It could also explain why DC's horror mags grabbed me more than Marvel's. Marvel's horror anthologies were always produced by people with names like Stan and Don and Jack.
But DC?
Ah, DC, they knew a horror tale should be brought to you by people with names like Ruben, Alfredo, Nestor and Luis.
Top of the tree for me when it came to DC horror anthologies was Weird War Tales. This was odd, as one of the reasons I quickly gravitated towards American comics was that British comics always seemed to be full of plucky Tommies battling Germans who only ever said things like, "Gott in Himmel", "Achtung", and, "For you, Britisher dog, the war is over." Needless to say, thanks to this sophisticated level of characterisation, I was not a fan of war comics.
Perhaps inevitably though, war and horror go together and, thus, as a lover of horror, I was more then willing to make an exception for Weird War Tales.
Issue #23 is, I think pretty typical of the mag. In the first tale, the mighty Alfredo Alcala shows us his illustrative chops, as an American GI keeps seeing a bird of death hovering over anyone who's going to die. Needless to say he uses this "gift" to lure his nasty German captor to the doom he so richly deserves. The second story's a Day After Doomsday scenario with a man who's starving and finds a snack machine that only dispenses money. Although well done, they're pretty much standard fare for the title.
But the final story's one of my favourite Weird War Tales ever; Corporal Kelly's Private War, in which a radar operator, bored by the lack of action in the modern army, finds himself transported to another dimension where he single handedly wins a war, only to find, when he returns home, that his absence is to blame for Pearl Harbour.
It's quite untypical in that way. Mostly DC horror stories saw their protagonist get the comeuppance he so richly deserved, whereas poor old Corporal Kelly's done nothing whatsoever to deserve his fate. George Kashdan wrote it but a huge chunk of the thing's appeal is that it's drawn by the fabulous Alex Nino, a man whose twisted and demented artwork defies all description. In his hands, even a tin of beans becomes a strange and alien thing.
It's quite untypical in that way. Mostly DC horror stories saw their protagonist get the comeuppance he so richly deserved, whereas poor old Corporal Kelly's done nothing whatsoever to deserve his fate. George Kashdan wrote it but a huge chunk of the thing's appeal is that it's drawn by the fabulous Alex Nino, a man whose twisted and demented artwork defies all description. In his hands, even a tin of beans becomes a strange and alien thing.
A couple of years back, I got my hands on a job lot of Weird War Tales, including virtually all the issues I had as a kid and, reading them all back-to-back, it quickly becomes clear how limited the comic's palette was, with the same ideas turning up time and again. How many times someone invaded another community with surprising ease only to discover their new "subjects" were all vampires who'd allowed themselves to be "conquered" so they'd have a ready supply of food. Or, as in this issue, a man with a curse/gift who uses it to die a hero. Not to mention endless doomed attempts to achieve literal or metaphorical immortality.
It's also clear that, strangely, it didn't seem able to move readers to strong opinions, judging by editor Joe Orlando's constant pleas for them to actually send in some letters so he could have a letters page. Still, as a kid, none of that ever struck me. All I knew was that war is hell and, for the twenty minutes it took to read an issue, I was in a minor kind of heaven.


→ Problem requirements
Lines from the listing below that contain the string "neural" are to be reported.

→ Provided data
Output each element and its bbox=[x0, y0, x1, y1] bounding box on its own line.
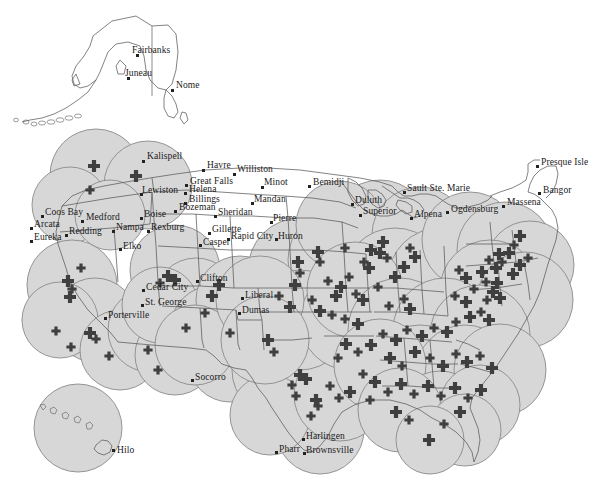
city-label: Ogdensburg bbox=[451, 205, 498, 215]
city-marker-dot bbox=[214, 215, 217, 218]
city-marker-dot bbox=[446, 211, 449, 214]
city-marker-dot bbox=[174, 210, 177, 213]
city-marker-dot bbox=[233, 173, 236, 176]
city-label: Eureka bbox=[34, 233, 62, 243]
city-label: Lewiston bbox=[142, 186, 178, 196]
city-marker-dot bbox=[112, 230, 115, 233]
city-label: Sheridan bbox=[218, 208, 253, 218]
city-label: Rexburg bbox=[151, 223, 184, 233]
city-marker-dot bbox=[536, 165, 539, 168]
city-marker-dot bbox=[410, 217, 413, 220]
city-marker-dot bbox=[238, 312, 241, 315]
city-label: Juneau bbox=[125, 69, 152, 79]
city-marker-dot bbox=[302, 438, 305, 441]
city-label: Porterville bbox=[108, 311, 149, 321]
city-marker-dot bbox=[119, 248, 122, 251]
city-label: Huron bbox=[278, 232, 303, 242]
city-marker-dot bbox=[147, 230, 150, 233]
city-marker-dot bbox=[171, 89, 174, 92]
city-label: Casper bbox=[203, 238, 230, 248]
city-label: Socorro bbox=[195, 373, 226, 383]
coverage-map: FairbanksJuneauNomeHiloKalispellHavreWil… bbox=[0, 0, 605, 491]
city-label: Presque Isle bbox=[541, 158, 588, 168]
city-label: Superior bbox=[363, 207, 397, 217]
city-marker-dot bbox=[30, 227, 33, 230]
city-label: Clifton bbox=[200, 274, 228, 284]
city-label: Harlingen bbox=[306, 432, 345, 442]
city-marker-dot bbox=[241, 297, 244, 300]
city-marker-dot bbox=[185, 184, 188, 187]
city-label: Medford bbox=[86, 213, 120, 223]
city-label: Havre bbox=[207, 161, 231, 171]
city-marker-dot bbox=[208, 232, 211, 235]
city-label: Pharr bbox=[279, 445, 300, 455]
city-label: Bemidji bbox=[313, 178, 344, 188]
city-label: Elko bbox=[123, 242, 141, 252]
city-marker-dot bbox=[30, 240, 33, 243]
city-marker-dot bbox=[81, 220, 84, 223]
city-marker-dot bbox=[275, 451, 278, 454]
city-marker-dot bbox=[191, 379, 194, 382]
city-label: Redding bbox=[69, 227, 102, 237]
city-marker-dot bbox=[502, 205, 505, 208]
city-label: Arcata bbox=[34, 220, 60, 230]
city-marker-dot bbox=[403, 191, 406, 194]
city-marker-dot bbox=[199, 244, 202, 247]
city-label: Minot bbox=[264, 178, 288, 188]
city-label: Mandan bbox=[254, 195, 286, 205]
city-label: Alpena bbox=[414, 210, 442, 220]
city-label: Coos Bay bbox=[45, 208, 83, 218]
city-label: Massena bbox=[507, 198, 541, 208]
city-marker-dot bbox=[140, 217, 143, 220]
city-marker-dot bbox=[142, 160, 145, 163]
city-label: Hilo bbox=[117, 446, 134, 456]
city-label: Fairbanks bbox=[132, 46, 170, 56]
city-marker-dot bbox=[202, 169, 205, 172]
city-label: Kalispell bbox=[147, 152, 182, 162]
city-label: St. George bbox=[145, 298, 186, 308]
city-marker-dot bbox=[141, 304, 144, 307]
city-marker-dot bbox=[142, 289, 145, 292]
city-label: Rapid City bbox=[231, 232, 273, 242]
city-label: Dumas bbox=[242, 306, 269, 316]
city-label: Pierre bbox=[273, 214, 296, 224]
city-label: Boise bbox=[144, 210, 166, 220]
city-marker-dot bbox=[112, 449, 115, 452]
city-marker-dot bbox=[538, 192, 541, 195]
city-label: Bozeman bbox=[179, 203, 216, 213]
map-canvas bbox=[0, 0, 605, 491]
city-label: Duluth bbox=[355, 196, 382, 206]
city-label: Nampa bbox=[116, 223, 144, 233]
city-marker-dot bbox=[184, 192, 187, 195]
city-label: Cedar City bbox=[146, 283, 188, 293]
city-label: Brownsville bbox=[306, 446, 354, 456]
city-label: Bangor bbox=[543, 186, 572, 196]
city-marker-dot bbox=[196, 280, 199, 283]
city-marker-dot bbox=[308, 185, 311, 188]
city-label: Sault Ste. Marie bbox=[407, 184, 470, 194]
city-label: Liberal bbox=[245, 291, 273, 301]
city-marker-dot bbox=[65, 234, 68, 237]
city-marker-dot bbox=[359, 214, 362, 217]
city-marker-dot bbox=[104, 317, 107, 320]
city-label: Williston bbox=[237, 165, 273, 175]
city-marker-dot bbox=[351, 203, 354, 206]
city-marker-dot bbox=[41, 215, 44, 218]
city-label: Nome bbox=[176, 81, 200, 91]
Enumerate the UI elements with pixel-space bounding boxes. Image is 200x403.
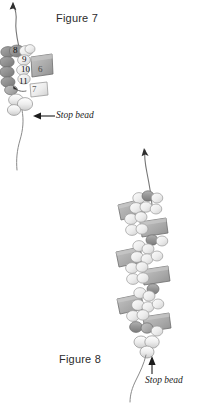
figure-7-stopbead-arrow <box>33 112 55 119</box>
figure-7-stopbead-label: Stop bead <box>56 110 94 120</box>
figure-8-bead-rope <box>116 191 171 358</box>
figure-7-caption: Figure 7 <box>56 12 98 24</box>
figure-7-stop-bead <box>7 94 32 115</box>
figure-8-seed-light-5 <box>132 288 164 313</box>
figure-8-stopbead-label: Stop bead <box>145 375 183 385</box>
bead-label-6: 6 <box>38 64 43 74</box>
diagram-page: 8 9 10 11 6 7 Figure 7 Figure 8 Stop bea… <box>0 0 200 403</box>
bead-dark-left-5 <box>5 85 18 95</box>
figure-7-thread-top <box>10 2 19 47</box>
bead-label-11: 11 <box>19 76 28 86</box>
bead-label-8: 8 <box>13 45 18 55</box>
figure-8-thread-tail <box>130 355 146 402</box>
figure-8-stopbead-arrow <box>148 356 155 374</box>
figure-8-caption: Figure 8 <box>59 353 101 365</box>
bead-label-7: 7 <box>32 84 37 94</box>
figure-7-illustration <box>0 0 200 403</box>
bead-label-9: 9 <box>22 54 27 64</box>
figure-7-thread-tail <box>17 110 23 170</box>
bead-label-10: 10 <box>21 64 30 74</box>
figure-8-stop-bead <box>134 336 159 358</box>
bead-mid-right-1 <box>25 45 35 54</box>
figure-8-seed-light-1 <box>130 191 163 214</box>
bead-dark-left-3 <box>0 67 14 78</box>
bead-dark-left-2 <box>0 57 14 68</box>
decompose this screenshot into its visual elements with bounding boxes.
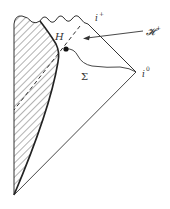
horizon-arrow: [83, 31, 143, 40]
label-i-plus: i: [95, 13, 98, 23]
label-i-plus-sup: +: [99, 10, 104, 17]
penrose-diagram: H i + 𝓗 + Σ i 0: [0, 0, 170, 209]
label-H: H: [54, 31, 64, 42]
label-i-zero: i: [142, 69, 145, 79]
singularity-line: [40, 16, 88, 24]
collapsing-star-region: [0, 0, 80, 209]
label-i-zero-sup: 0: [146, 65, 150, 72]
future-null-infinity: [88, 24, 136, 72]
horizon-point: [63, 46, 68, 51]
label-sigma: Σ: [81, 71, 88, 82]
label-future-horizon-sup: +: [156, 24, 161, 31]
sigma-surface: [66, 49, 136, 72]
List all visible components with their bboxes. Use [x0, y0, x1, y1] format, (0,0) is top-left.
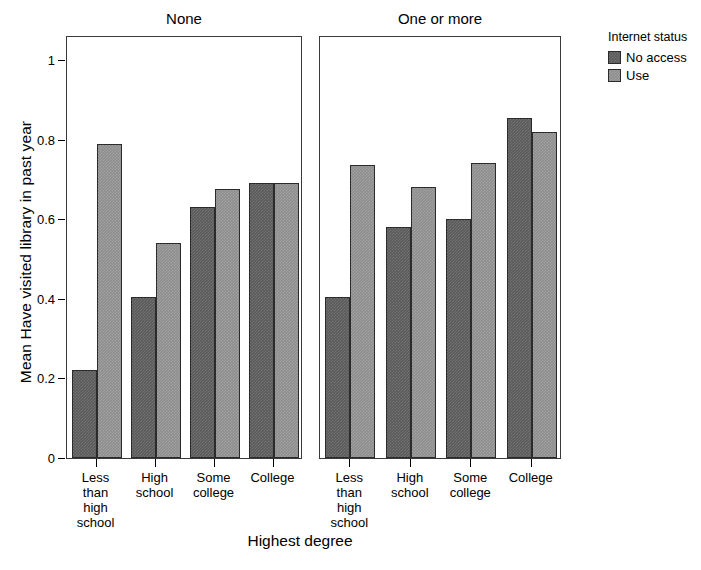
bar-none-no-access-3	[249, 183, 274, 458]
x-axis-tick-label-line: school	[64, 515, 128, 530]
x-axis-tick-mark	[410, 459, 411, 467]
plot-area-one-or-more	[320, 37, 560, 458]
x-axis-tick-label-line: college	[182, 485, 246, 500]
y-axis-tick-label: 1	[48, 53, 55, 68]
x-axis-tick-label: Somecollege	[182, 470, 246, 500]
legend-label-use: Use	[626, 68, 649, 83]
x-axis-tick-label-line: Some	[438, 470, 502, 485]
legend-swatch-use	[608, 69, 621, 82]
x-axis-tick-label-line: College	[241, 470, 305, 485]
bar-one-or-more-no-access-3	[507, 118, 532, 458]
legend-label-no-access: No access	[626, 50, 687, 65]
x-axis-tick-label-line: High	[123, 470, 187, 485]
x-axis-tick-label-line: high	[64, 500, 128, 515]
x-axis-title: Highest degree	[0, 532, 600, 550]
x-axis-tick-label-line: school	[317, 515, 381, 530]
bar-chart: Mean Have visited library in past year 1…	[0, 0, 701, 570]
bar-none-use-2	[215, 189, 240, 458]
y-axis-tick-label: 0.8	[37, 132, 55, 147]
bar-one-or-more-no-access-2	[446, 219, 471, 458]
bar-one-or-more-use-0	[350, 165, 375, 458]
bar-none-no-access-0	[72, 370, 97, 458]
facet-panel-one-or-more	[319, 36, 561, 459]
bar-one-or-more-use-1	[411, 187, 436, 458]
x-axis-tick-label-line: high	[317, 500, 381, 515]
x-axis-tick-label: Lessthanhighschool	[317, 470, 381, 530]
x-axis-tick-label: Highschool	[378, 470, 442, 500]
y-axis-tick-mark	[58, 378, 65, 379]
bar-none-no-access-1	[131, 297, 156, 458]
y-axis-tick-mark	[58, 458, 65, 459]
x-axis-tick-label-line: college	[438, 485, 502, 500]
y-axis-tick-mark	[58, 140, 65, 141]
x-axis-tick-mark	[214, 459, 215, 467]
y-axis-tick-mark	[58, 299, 65, 300]
x-axis-tick-label-line: Some	[182, 470, 246, 485]
x-axis-tick-label: Lessthanhighschool	[64, 470, 128, 530]
x-axis-tick-mark	[96, 459, 97, 467]
y-axis-tick-label: 0.4	[37, 291, 55, 306]
plot-area-none	[67, 37, 301, 458]
x-axis-tick-mark	[273, 459, 274, 467]
y-axis-tick-mark	[58, 219, 65, 220]
x-axis-tick-label-line: school	[378, 485, 442, 500]
bar-one-or-more-use-3	[532, 132, 557, 458]
bar-none-use-0	[97, 144, 122, 458]
legend-title: Internet status	[608, 30, 701, 44]
x-axis-tick-label: Somecollege	[438, 470, 502, 500]
legend: Internet status No access Use	[608, 30, 701, 84]
facet-panel-none	[66, 36, 302, 459]
facet-title-none: None	[66, 10, 302, 27]
x-axis-tick-mark	[349, 459, 350, 467]
x-axis-tick-label: College	[499, 470, 563, 485]
x-axis-tick-mark	[470, 459, 471, 467]
legend-swatch-no-access	[608, 51, 621, 64]
x-axis-tick-label-line: than	[64, 485, 128, 500]
y-axis-tick-label: 0.6	[37, 212, 55, 227]
y-axis-tick-mark	[58, 60, 65, 61]
x-axis-tick-label-line: than	[317, 485, 381, 500]
bar-one-or-more-no-access-1	[386, 227, 411, 458]
y-axis-tick-label: 0.2	[37, 371, 55, 386]
x-axis-tick-label-line: High	[378, 470, 442, 485]
facet-title-one-or-more: One or more	[319, 10, 561, 27]
legend-item-use[interactable]: Use	[608, 66, 701, 84]
bar-one-or-more-no-access-0	[325, 297, 350, 458]
y-axis-tick-labels: 10.80.60.40.20	[28, 0, 55, 570]
legend-item-no-access[interactable]: No access	[608, 48, 701, 66]
bar-none-use-3	[274, 183, 299, 458]
x-axis-tick-label-line: school	[123, 485, 187, 500]
bar-one-or-more-use-2	[471, 163, 496, 458]
bar-none-use-1	[156, 243, 181, 458]
x-axis-tick-label-line: Less	[317, 470, 381, 485]
x-axis-tick-mark	[155, 459, 156, 467]
y-axis-tick-label: 0	[48, 451, 55, 466]
x-axis-tick-label-line: Less	[64, 470, 128, 485]
x-axis-tick-label: College	[241, 470, 305, 485]
x-axis-tick-mark	[531, 459, 532, 467]
x-axis-tick-label: Highschool	[123, 470, 187, 500]
x-axis-tick-label-line: College	[499, 470, 563, 485]
bar-none-no-access-2	[190, 207, 215, 458]
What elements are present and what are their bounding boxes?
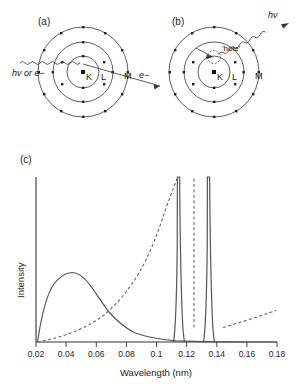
panel-b: (b) [169, 10, 289, 118]
x-tick-label: 0.14 [209, 349, 226, 359]
emitted-photon-arrowhead-b [281, 23, 289, 29]
nucleus-a [81, 70, 85, 74]
absorption-curve-right [223, 310, 276, 327]
panel-a-label: (a) [38, 16, 50, 27]
l-shell-label-a: L [101, 72, 106, 82]
x-tick-label: 0.12 [178, 349, 195, 359]
panel-a: (a) [12, 16, 160, 118]
hole-label-b: 'hole' [222, 44, 241, 53]
x-tick-label: 0.1 [151, 349, 163, 359]
continuum-spectrum-curve [38, 273, 278, 343]
x-tick-label: 0.02 [28, 349, 45, 359]
x-tick-label: 0.04 [58, 349, 75, 359]
x-axis-title: Wavelength (nm) [120, 367, 192, 378]
electron-transition-path-b [196, 48, 213, 57]
m-shell-label-a: M [124, 71, 132, 81]
panel-b-label: (b) [172, 16, 184, 27]
nucleus-b [212, 70, 216, 74]
incident-photon-wave-a [20, 62, 80, 65]
x-tick-label: 0.18 [269, 349, 286, 359]
x-tick-label: 0.08 [118, 349, 135, 359]
absorption-curve-left [38, 179, 178, 342]
k-beta-peak [174, 177, 185, 342]
x-tick-label: 0.06 [88, 349, 105, 359]
l-shell-electrons-b [183, 61, 245, 103]
ejected-electron-label-a: e− [139, 70, 149, 80]
x-axis-tick-labels: 0.02 0.04 0.06 0.08 0.1 0.12 0.14 0.16 0… [28, 349, 286, 359]
x-axis-ticks [36, 342, 277, 347]
y-axis-title: Intensity [15, 262, 26, 298]
figure-container: (a) [0, 0, 299, 392]
panel-c-chart: (c) Intensity [15, 154, 286, 378]
k-shell-electrons-b [213, 87, 215, 89]
panel-c-label: (c) [20, 154, 32, 165]
emitted-photon-label-b: hν [268, 10, 278, 20]
k-shell-label-a: K [86, 72, 92, 82]
k-shell-label-b: K [217, 72, 223, 82]
m-shell-label-b: M [255, 71, 263, 81]
x-tick-label: 0.16 [239, 349, 256, 359]
k-alpha-peak [204, 177, 215, 342]
incident-label-a: hν or e− [12, 68, 45, 78]
figure-svg: (a) [0, 0, 299, 392]
l-shell-label-b: L [232, 72, 237, 82]
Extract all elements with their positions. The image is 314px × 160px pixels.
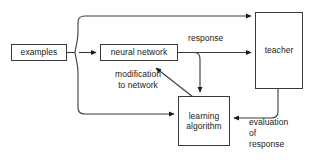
node-teacher-label: teacher <box>265 45 294 55</box>
node-teacher: teacher <box>255 12 303 89</box>
node-neural-network-label: neural network <box>111 47 167 57</box>
node-neural-network: neural network <box>100 44 178 61</box>
node-examples: examples <box>11 44 67 61</box>
edge-label-response: response <box>188 33 223 44</box>
edge-response-to-learning <box>194 53 200 93</box>
edge-split-up <box>75 16 85 53</box>
node-learning-algorithm: learning algorithm <box>178 96 230 146</box>
edge-split-down <box>75 53 85 115</box>
node-examples-label: examples <box>21 47 58 57</box>
diagram-canvas: examples neural network teacher learning… <box>0 0 314 160</box>
edge-teacher-to-learning <box>234 89 278 118</box>
edge-label-evaluation: evaluation of response <box>249 117 288 150</box>
edge-label-modification: modification to network <box>96 69 180 91</box>
node-learning-algorithm-label: learning algorithm <box>186 111 221 132</box>
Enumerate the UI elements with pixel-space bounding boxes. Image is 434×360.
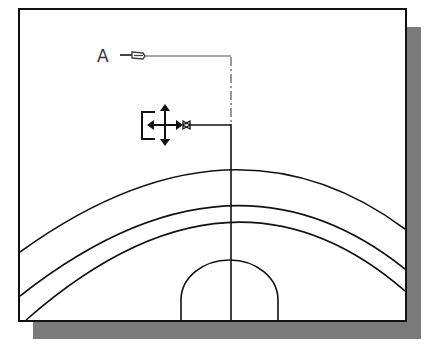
cad-drawing: A (0, 0, 434, 360)
section-label: A (97, 46, 109, 66)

→ Problem solution
node-neural-network-label: neural network <box>111 47 167 57</box>
node-neural-network: neural network <box>100 44 178 61</box>
diagram-canvas: examples neural network teacher learning… <box>0 0 314 160</box>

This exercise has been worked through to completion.